We had gone to the K-Mart in a larger, nearby town, a store that I saw as perfectly representing consumerism. With its garish overhead fluorescent lights and ever-present, non-descript canned music, it had millions of products. I felt confused, detached and a bit angry.

To be honest, I may not have been too happy about the whole idea of “going shopping,” not one of my favorite pastimes. But the K-Mart experience I found to be especially annoying. We were looking at window shades, and I was frustrated by the need to decide among so many choices.

Rotating Blue Light

Just as I was trying to help make a decision, a blue, rotating light began to spin on the ceiling near us and a loud, animated voice announced the arrival of the “blue light special.” That did it. I threw down the window shade I was holding and tramped out of the store.

Ok, so I may have overreacted – and I’ve now grown accustomed to the K-Marts, Wal-marts and Targets – but I believe that U.S. consumerism was out-of-control then and is even more so now. It is, in my opinion, a major distraction for people searching for God and a barrier between us and an appreciation for the plight of God’s poor.

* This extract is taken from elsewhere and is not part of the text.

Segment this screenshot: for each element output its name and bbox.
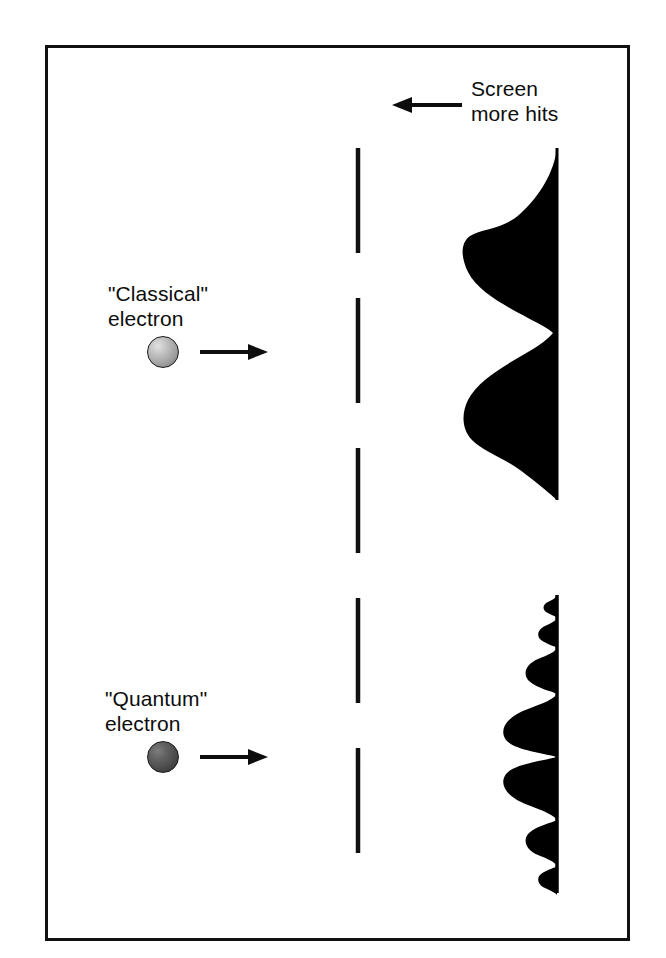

Life’s blue-light special is the discovery of God’s love and generosity. Just think what it would mean if we took God seriously. The antithesis of a K-Mart experience, we would feel God’s presence and have peace – with ourselves and others.

Let’s face it, we’re inundated with consumer messages, so much so that we’re mostly unaware of them. I watch a lot of baseball, and baseball broadcasts are among the worst on TV in the number of ads per program. Three or four ads are crammed into each half inning of a nine-inning game. And ads fill the screen during every pitching change, every time there’s the slightest break in the action.

Ads are almost always manipulative. In a review of his new book, “The Market as God” in the National Catholic Reporter, Harvey Cox – among the country’s most famous and respected Protestant theologians – writes that our veneration of stuff is among the modern substitutes for religion. Unlike religion, however, ads engage only our emotions.

Cox is paraphrased as saying that “the quick delivery of multitudinous digital images and messages to our brains via televisions, tablets and cell phones communicates to our emotional selves rather than to our analytical and reflective selves.”

Ads target our weaknesses, not our strengths. If you have any doubt where young people AREN’T getting their news these days, tune in to a network evening news program. An overwhelming amount of advertising is from drug companies, appealing to older audiences.

The ads don’t explain the nature of the drug or even tell you why you need it. That would elicit a rational response. No, they generally show older people playing in a swimming pool, throwing a ball on a beach or running a marathon. The idea is that the drug being pedaled will keep you young and help you avoid death.

“…The market has taught us to speak the language of feelings and to imitate the people we see in our mass media,” the article says.

So, what’s so wrong with consumerism and what does it have to do with the skeptic’s search for God?

Worship of False Gods
Consumerism is the modern version of the worship of false gods, condemned so vehemently in the Hebrew Bible. It distracts us from the search for God and replaces the quest for God-like values with the pursuit of stuff.

“The great danger in today’s world, pervaded as it is by consumerism, is the desolation and anguish born of a complacent yet covetous heart, the feverish pursuit of frivolous pleasures, and a blunted conscience,” writes Pope Francis in his encyclical “The Joy of the Gospel.”

“Whenever our interior life becomes caught up in its own interests and concerns, there is no longer room for others, no place for the poor. God’s voice is no longer heard, the quiet joy of his love is no longer felt, and the desire to do good fades.”